Phuong Nguyen
Phuong Nguyen

Reputation: 909

Linux kernel module - accessing memory mapping

I'm running into some odd issue on kernel module load that I'm suspecting having to do with linking and loading. How to I programmatically figure out the address of each section after they are loaded in memory (from inside the module itself). Like where is .bss / .data / .text and so on.

From reading this article https://lwn.net/Articles/90913/

It is sorta in the directly that I'm looking for.

Upvotes: 1

Views: 2499

Answers (3)

peachykeen
peachykeen

Reputation: 4411

While this question is five years old, I thought I would contribute my two-cents. I was able to access the kernel's sections in a sort of hack-y way inspired by Alex Hoppus' answer. I don't advocate doing things this way, unless you are writing the kernel module to debug things or understand the kernel etc.
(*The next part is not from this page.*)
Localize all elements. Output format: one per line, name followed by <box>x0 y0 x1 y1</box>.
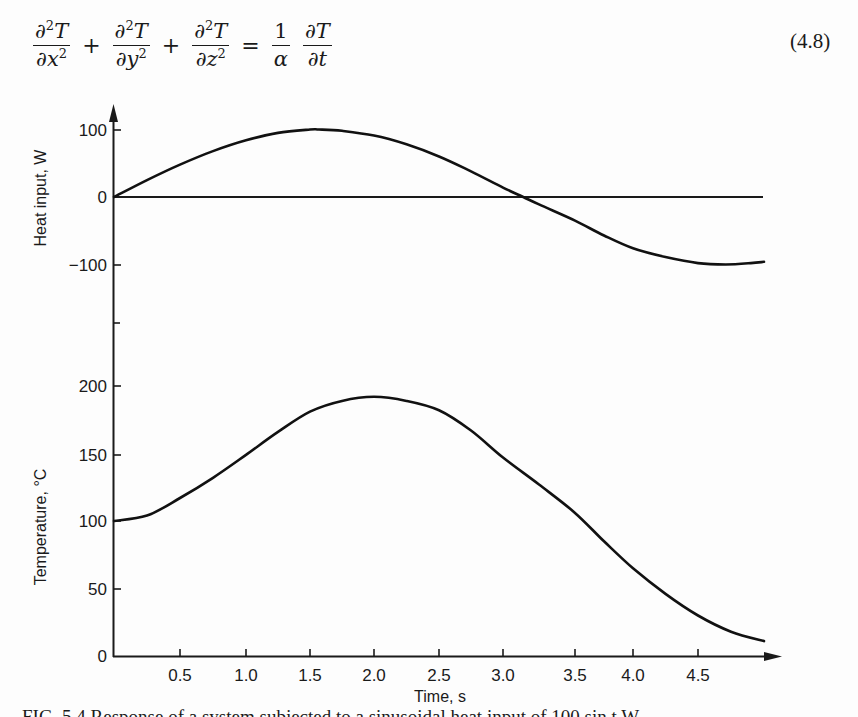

Anyway, I copy the following two structs into my module to help resolve incomplete types.

struct module_sect_attr {
    struct module_attribute mattr;
    char *name;
    unsigned long address;
};

struct module_sect_attrs {
    struct attribute_group grp;
    unsigned int nsections;
    struct module_sect_attr attrs[0];
};

Then, in my module initialization function, I do the following to get the section addresses.

unsigned long   text      = 0;
unsigned int    nsections = 0;
unsigned int    i;
struct module_sect_attr* sect_attr;

nsections = THIS_MODULE->sect_attrs->nsections;
sect_attr = THIS_MODULE->sect_attrs->attrs;

for (i = 0; i < nsections; i++) {
    if (strcmp((sect_attr + i)->name, ".text") == 0)
    text = (sect_attr + i)->address;
}

Finally, it should be noted that if you are looking for the address of .rodata, .bss, or .data you will need to define constant global variables, uninitialized global variables, or regular global variables, respectively, if you don't want those sections to be omitted.

Upvotes: 1

Alex Hoppus
Alex Hoppus

Reputation: 3935

You can see the sections begin addresses like this from userspace (need root permissions):

sudo cat /sys/module/<modulename>/sections/.text

I have browsed how syfs retrieves this addresses, and i found the following: There is a section attributes in struct module

309         /* Section attributes */
310         struct module_sect_attrs *sect_attrs;

This attrs is a bunch of attr structs

1296 struct module_sect_attrs {
1297         struct attribute_group grp;
1298         unsigned int nsections;
1299         struct module_sect_attr attrs[0];
1300 };

where sect attr is the thing you are looking for

1290 struct module_sect_attr {
1291         struct module_attribute mattr;
1292         char *name;
1293         unsigned long address;

Upvotes: 3

Tsyvarev
Tsyvarev

Reputation: 66153

From the module's code THIS_MODULE macro is actually a pointer to the struct module object. Its module_init and module_core fields point to memory regions, where all module sections are loaded.

As I understand, sections division is inaccessible from the module code(struct load_info is dropped after module is loaded into memory). But having module's file you can easily deduce section's addresses after load:

module_init:
    - init sections with code (.init.text)
    - init sections with readonly data
    - init sections with writable data

module_core:
    - sections with code (.text)
    - sections with readonly data
    - sections with writable data

If several sections suit to one category, they are placed in the same order, as in the module's file.

Within module's code you can also print address of any its symbol, and after calculate start of the section, contained this symbol.